Did you see the pictures in last Tuesday’s New Paper of the Johor Baru house in Kampung Tawakal where escaped terrorsist Mas Selamat Kastari was arrested?
It was like the tidiest terrorist hideout I had ever seen – not that I have seen that many terrorist hideouts.
I’m used to flipping through interior design magazines and seeing these pictures of other people’s beautiful homes and thinking, “My god, compared to them, I live in a pigsty.”
By the way, living in a pigsty is not so bad anymore since swine flu has been renamed Influenza A (H1N1).
But thanks to Mas Selamat, I now realise that I’m not only living in a pigsty, but I’m living in the undesirable part of the pigsty where the local pigs send foreign workers to live.
How did my home become such a mess? Where did all this clutter come from? How can a fugitive have better housekeeping habits than I do?
I’m assuming Mas Selamat didn’t have a maid. Neither do I because, you know, good help is so hard to find these days.
And here I was, thinking he was hiding in constant fear of capture somewhere in the woods, feeding on insects and sleeping without a mattress, blanket, pillow, bolster or air-conditioning – in this heat!
While all this time, Singapore’s most wanted man was reportedly going fishing, picnicking and growing rambutans as he lived among some remarkably clueless villagers.
(But his kampung house looked like it didn’t have any air-con, which made me feel slightly better.)
Mas Selamat even had a garden. The only garden I have is the mildew growing in my bathroom.
But you know what I’m really jealous about? He had a punching bag hanging from the ceiling in the middle of the living room! How awesome is that? It was like his own private gym. No membership fees required.
You think my wife would let me have a punching bag hanging from the ceiling in the middle of the living room? All she gave me were these two little dumbbells, but I really shouldn’t talk about our kids like that.
You know what? That’s who I blame – the kids. Because of them, my HDB flat has never been – and will never be – featured in Home & Decor.
They spill. They vandalise the walls and furniture. They leave toys accumulated over numerous birthdays and Christmases all over the place. They hide half-eaten sandwiches in the storeroom that you discover months later when you’re wondering, “What the hell is that smell?”
Once you have children, you can kiss any illusions of having a picture-perfect home good-bye.
But for all the messiness, I suppose having a family is still marginally preferable to being a fugitive. Though I wouldn’t mind some free rambutans.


AIM OF THE EXERCISE:
Give back the full listing exactly, setting the pictures aside.

┄┄┄┄┄┄

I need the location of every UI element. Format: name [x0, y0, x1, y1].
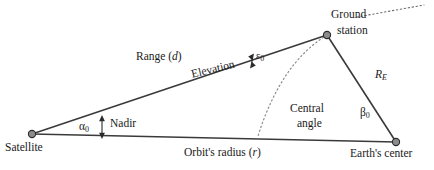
range-label: Range (d) [136, 50, 182, 62]
orbit-radius-text: Orbit's radius ( [184, 146, 253, 158]
orbit-radius-label: Orbit's radius (r) [184, 146, 261, 158]
earth-radius-label: RE [375, 68, 387, 82]
earth-radius-var: R [375, 68, 382, 80]
satellite-label: Satellite [5, 141, 43, 153]
satellite-node [28, 130, 35, 137]
epsilon-subscript: 0 [260, 54, 264, 63]
central-angle-symbol: β0 [360, 106, 370, 120]
elevation-angle-symbol: ε0 [256, 51, 264, 63]
ground-station-label-line2: station [337, 24, 368, 36]
orbit-radius-line [32, 134, 396, 142]
satellite-geometry-diagram: Satellite Ground station Earth's center … [0, 0, 434, 170]
beta-subscript: 0 [366, 111, 370, 120]
alpha-subscript: 0 [85, 125, 89, 134]
horizon-dotted-line [357, 5, 424, 17]
earth-radius-line [327, 35, 396, 142]
earth-center-node [392, 138, 399, 145]
range-label-text: Range ( [136, 50, 172, 62]
range-label-close: ) [178, 50, 182, 62]
diagram-canvas [0, 0, 434, 170]
central-angle-label-line1: Central [290, 102, 324, 114]
ground-station-node [323, 31, 330, 38]
ground-station-label-line1: Ground [331, 8, 366, 20]
orbit-radius-close: ) [257, 146, 261, 158]
nadir-label: Nadir [110, 117, 136, 129]
earth-center-label: Earth's center [350, 147, 412, 159]
nadir-angle-symbol: α0 [79, 120, 89, 134]
central-angle-label-line2: angle [297, 117, 322, 129]
earth-radius-sub: E [382, 73, 387, 82]
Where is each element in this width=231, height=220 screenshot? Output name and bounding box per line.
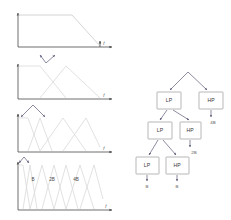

┄┄┄┄┄┄

COMPLETED EXERCISE:
I need the location of every UI element. Format: name [x0, y0, x1, y1].
range-label: Range (d) [136, 50, 182, 62]
orbit-radius-text: Orbit's radius ( [184, 146, 253, 158]
orbit-radius-label: Orbit's radius (r) [184, 146, 261, 158]
earth-radius-label: RE [375, 68, 387, 82]
earth-radius-var: R [375, 68, 382, 80]
satellite-label: Satellite [5, 141, 43, 153]
satellite-node [28, 130, 35, 137]
epsilon-subscript: 0 [260, 54, 264, 63]
central-angle-symbol: β0 [360, 106, 370, 120]
elevation-angle-symbol: ε0 [256, 51, 264, 63]
ground-station-label-line2: station [337, 24, 368, 36]
orbit-radius-line [32, 134, 396, 142]
satellite-geometry-diagram: Satellite Ground station Earth's center … [0, 0, 434, 170]
beta-subscript: 0 [366, 111, 370, 120]
alpha-subscript: 0 [85, 125, 89, 134]
horizon-dotted-line [357, 5, 424, 17]
earth-radius-line [327, 35, 396, 142]
earth-center-node [392, 138, 399, 145]
range-label-text: Range ( [136, 50, 172, 62]
range-label-close: ) [178, 50, 182, 62]
diagram-canvas [0, 0, 434, 170]
central-angle-label-line1: Central [290, 102, 324, 114]
ground-station-node [323, 31, 330, 38]
ground-station-label-line1: Ground [331, 8, 366, 20]
orbit-radius-close: ) [257, 146, 261, 158]
nadir-label: Nadir [110, 117, 136, 129]
earth-center-label: Earth's center [350, 147, 412, 159]
nadir-angle-symbol: α0 [79, 120, 89, 134]
central-angle-label-line2: angle [297, 117, 322, 129]
earth-radius-sub: E [382, 73, 387, 82]
Where is each element in this width=231, height=220 screenshot? Output name and bounding box per line.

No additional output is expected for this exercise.